The Beaufort cipher is a polyalphabetic substitution cipher invented by Sir Francis Beaufort. It is closely related to the Vigenère cipher but is reciprocal: the same keyword and the same operation both encrypt and decrypt. That symmetry made it convenient for mechanical cipher devices, and it remains a neat illustration of self-inverse encryption.
How it works
Each letter is turned into a number from 0 (A) to 25 (Z). The keyword repeats across the message, supplying a key letter K for each text letter P. The output letter is computed as:
C = (K - P) mod 26
Subtracting the plaintext value from the key value is the crucial detail. In the Vigenère cipher the rule is C = (P + K) mod 26, which is not its own inverse, so decryption needs the opposite subtraction. In Beaufort, applying (K - P) mod 26 a second time to the ciphertext returns the original plaintext, because K - (K - P) = P. This is why there is only one operation: encrypting and decrypting are the same.
Only letters are enciphered, and they advance the keyword. Spaces, digits and punctuation are copied straight through and do not consume a keyword position, so the keyword stays aligned with the letters of the message.
Example
Encipher the letter A (P=0) with key letter K (K=10): C = (10 − 0) mod 26 = 10, which is K. Encipher G (P=6) with the same key letter: C = (10 − 6) mod 26 = 4, which is E. Feeding those ciphertext letters back through the same keyword recovers A and G.
Notes
- Choose a long, non-obvious keyword: short or dictionary keywords are easy to attack.
- Beaufort should not be confused with the “variant Beaufort”, which uses
C = (P − K) mod 26and is not reciprocal. - For a cipher whose key extends itself with the message, try the Autokey cipher.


Your assignment: Each line of the data should be transcribed exactly as given.

Records provided:
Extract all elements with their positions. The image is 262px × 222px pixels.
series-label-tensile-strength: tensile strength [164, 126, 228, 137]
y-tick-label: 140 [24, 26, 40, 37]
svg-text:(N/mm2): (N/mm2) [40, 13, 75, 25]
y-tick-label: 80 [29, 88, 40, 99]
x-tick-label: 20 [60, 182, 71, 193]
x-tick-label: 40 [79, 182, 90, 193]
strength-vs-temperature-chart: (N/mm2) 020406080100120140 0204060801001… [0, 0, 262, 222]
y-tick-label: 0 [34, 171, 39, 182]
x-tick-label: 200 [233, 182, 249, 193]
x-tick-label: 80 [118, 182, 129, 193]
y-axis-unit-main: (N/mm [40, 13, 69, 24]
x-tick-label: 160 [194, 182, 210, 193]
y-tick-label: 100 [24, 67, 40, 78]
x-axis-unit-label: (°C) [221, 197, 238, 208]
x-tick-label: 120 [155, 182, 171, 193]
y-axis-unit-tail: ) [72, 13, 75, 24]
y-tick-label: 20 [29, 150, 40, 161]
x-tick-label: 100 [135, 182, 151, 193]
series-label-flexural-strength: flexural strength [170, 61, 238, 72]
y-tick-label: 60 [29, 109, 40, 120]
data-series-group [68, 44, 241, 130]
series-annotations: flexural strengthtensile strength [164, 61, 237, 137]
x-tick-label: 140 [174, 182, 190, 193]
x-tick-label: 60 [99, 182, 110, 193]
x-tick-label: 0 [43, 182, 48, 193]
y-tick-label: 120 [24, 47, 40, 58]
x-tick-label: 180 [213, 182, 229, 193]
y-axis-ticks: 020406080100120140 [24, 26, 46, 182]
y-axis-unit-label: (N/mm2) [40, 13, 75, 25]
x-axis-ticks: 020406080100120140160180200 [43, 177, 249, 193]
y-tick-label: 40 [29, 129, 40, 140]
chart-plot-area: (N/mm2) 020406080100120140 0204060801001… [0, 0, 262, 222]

Reply:
Extract all elements with their positions. The image is 262px × 222px pixels.
series-label-tensile-strength: tensile strength [164, 126, 228, 137]
y-tick-label: 140 [24, 26, 40, 37]
svg-text:(N/mm2): (N/mm2) [40, 13, 75, 25]
y-tick-label: 80 [29, 88, 40, 99]
x-tick-label: 20 [60, 182, 71, 193]
x-tick-label: 40 [79, 182, 90, 193]
strength-vs-temperature-chart: (N/mm2) 020406080100120140 0204060801001… [0, 0, 262, 222]
y-tick-label: 0 [34, 171, 39, 182]
x-tick-label: 200 [233, 182, 249, 193]
x-tick-label: 80 [118, 182, 129, 193]
y-axis-unit-main: (N/mm [40, 13, 69, 24]
x-tick-label: 160 [194, 182, 210, 193]
y-tick-label: 100 [24, 67, 40, 78]
x-axis-unit-label: (°C) [221, 197, 238, 208]
x-tick-label: 120 [155, 182, 171, 193]
y-axis-unit-tail: ) [72, 13, 75, 24]
y-tick-label: 20 [29, 150, 40, 161]
x-tick-label: 100 [135, 182, 151, 193]
series-label-flexural-strength: flexural strength [170, 61, 238, 72]
y-tick-label: 60 [29, 109, 40, 120]
data-series-group [68, 44, 241, 130]
series-annotations: flexural strengthtensile strength [164, 61, 237, 137]
x-tick-label: 140 [174, 182, 190, 193]
x-tick-label: 60 [99, 182, 110, 193]
x-tick-label: 0 [43, 182, 48, 193]
y-tick-label: 120 [24, 47, 40, 58]
x-tick-label: 180 [213, 182, 229, 193]
y-axis-ticks: 020406080100120140 [24, 26, 46, 182]
y-axis-unit-label: (N/mm2) [40, 13, 75, 25]
x-axis-ticks: 020406080100120140160180200 [43, 177, 249, 193]
y-tick-label: 40 [29, 129, 40, 140]
chart-plot-area: (N/mm2) 020406080100120140 0204060801001… [0, 0, 262, 222]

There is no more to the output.